Sustainable fashion apps are becoming increasingly popular as people seek ways to make more conscious fashion choices.
These apps offer a range of features that help users make informed decisions about their fashion purchases. For example, some sustainable fashion apps provide information about a brand’s sustainability practices, including its use of eco-friendly materials, ethical production methods, and supply chain transparency.
Others offer tools to help users build a sustainable wardrobe, such as closet organization and outfit planning features. Some sustainable fashion apps also allow users to buy and sell pre-owned or vintage clothing, promoting circular fashion and reducing waste. Additionally, some of these apps offer resources and tips to help users adopt more sustainable fashion habits, such as shopping second-hand or repairing and upcycling clothing.
Overall, sustainable fashion apps are a convenient and accessible way for people to incorporate sustainable fashion practices into their daily lives.
Depop
Depop is a fully social-driven network that allows you to browse one of the world’s largest collections of pre-loved fashion.
They claim nearly 20 million users so that means you’re going to find plenty to suit every fashion taste and whim that you have.
The only downside of Depop is that it can become super addictive due to the bargains you discover there.
Stylebook
We’ve all bought clothing that we thought would look amazing with the things we already have and when we got it home? It just didn’t and then it lurked at the back of the closet for years before getting thrown out.
Stylebook lets you play dress up with style ideas without spending any money and thus, cuts down on buying the wrong items and fashion waste.
Good On You
We love the way that Good on You is developing and think it’s the best app of its kind, by far, so far in the marketplace.

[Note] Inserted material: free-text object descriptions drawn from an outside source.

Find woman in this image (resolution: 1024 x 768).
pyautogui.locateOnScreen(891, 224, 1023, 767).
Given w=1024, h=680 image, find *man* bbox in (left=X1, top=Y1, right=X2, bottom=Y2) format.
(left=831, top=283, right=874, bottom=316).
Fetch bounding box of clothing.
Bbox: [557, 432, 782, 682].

It helps you assess the sustainability of brands by giving them rating scores against a number of environmental and ethical criteria and it pulls no punches while it does so.

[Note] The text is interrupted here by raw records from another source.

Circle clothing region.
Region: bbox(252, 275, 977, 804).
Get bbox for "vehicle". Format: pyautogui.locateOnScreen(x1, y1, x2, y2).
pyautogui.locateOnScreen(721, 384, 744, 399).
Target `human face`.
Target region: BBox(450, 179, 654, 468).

We think it’s best to assess a brand using Good on You before you spend time falling in love with their clothes.
Done Good
Buying more clothes isn’t always sustainable but it is often necessary and Done Good wants to help you bridge the gap between buying clothes you love and buying clothes that love the planet.

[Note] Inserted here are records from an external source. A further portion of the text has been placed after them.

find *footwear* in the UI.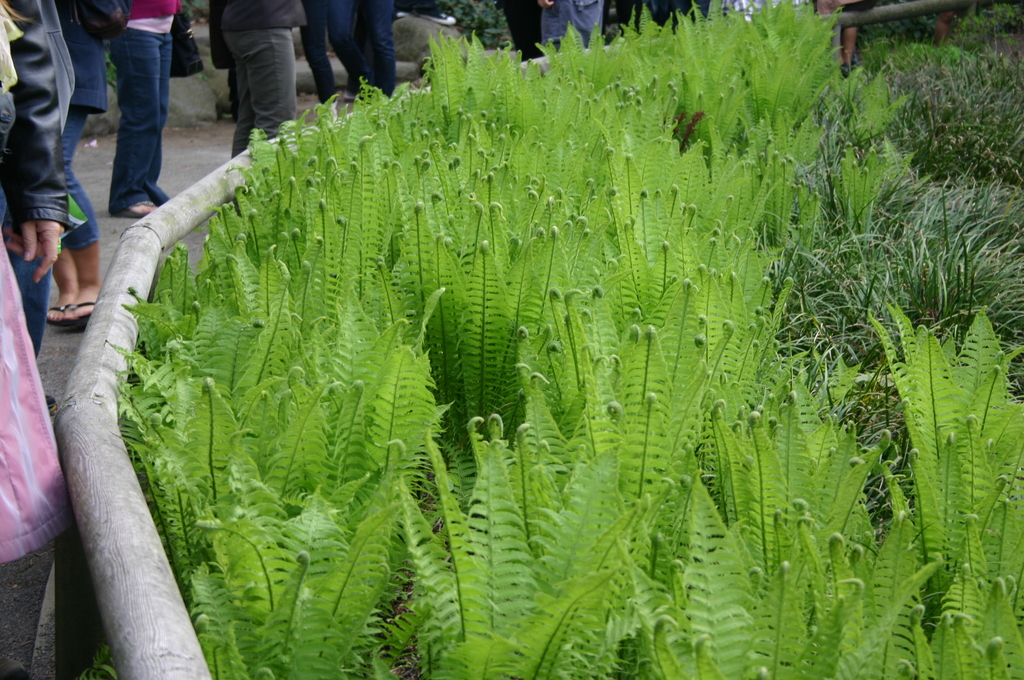
UI element at 108, 197, 158, 220.
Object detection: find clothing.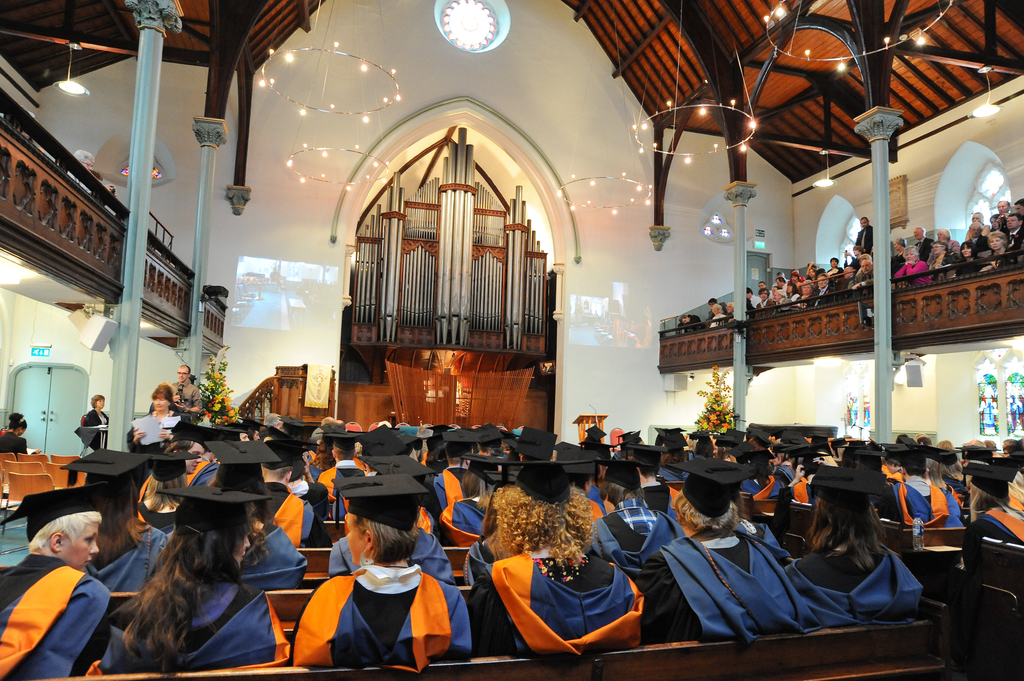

The app helps you find sustainable brands for the items you’re looking for as well as giving you discount codes for these brands which saves the money as you save the Earth.
Save Your Wardrobe
The best way to save the planet is to stop throwing out clothing once it’s worn and broken and instead, to repair and refurbish it.
This is how our grandparents lived, nobody in the post-war generation carelessly threw out that which could be repaired and that’s how Save the Wardrobe wants us to live too.
The app helps you source local repairs and dry cleaning services so that your clothes last longer.
Grailed
Shh, don’t tell anyone but, we’ve noticed that there’s a bit of a sexism issue in the slow fashion industry, it’s almost all targeted at women, as though, somehow, men don’t wear clothes too?
Grailed is an attempt to redress this incredible imbalance by encouraging men to go with preloved and preworn items when they’re updating their wardrobe.
It’s completely free to use and install too.
30 Wears
This is a great app that we think everyone should be excited about because it operates on a very simple premise – it doesn’t tell you what to wear or how to shop – instead, it encourages you to wear everything at least 30 times before you replace it.
Upload your clothing to the app, tag each item every time that you wear it, complete fun challenges and know that you’re no longer buying clothes just to throw them away.
Vinted
When you want to turn old clothes into cash or cash into new (but preloved) clothes then Vinted is the ultimate app to make it happen.
You can declutter to start your minimalist wardrobe and shift your excess clothing via Vinted and then you can start to restock from the huge community of similar folk moving their excess clothing.
Kind fashion on a global scale has never been easier.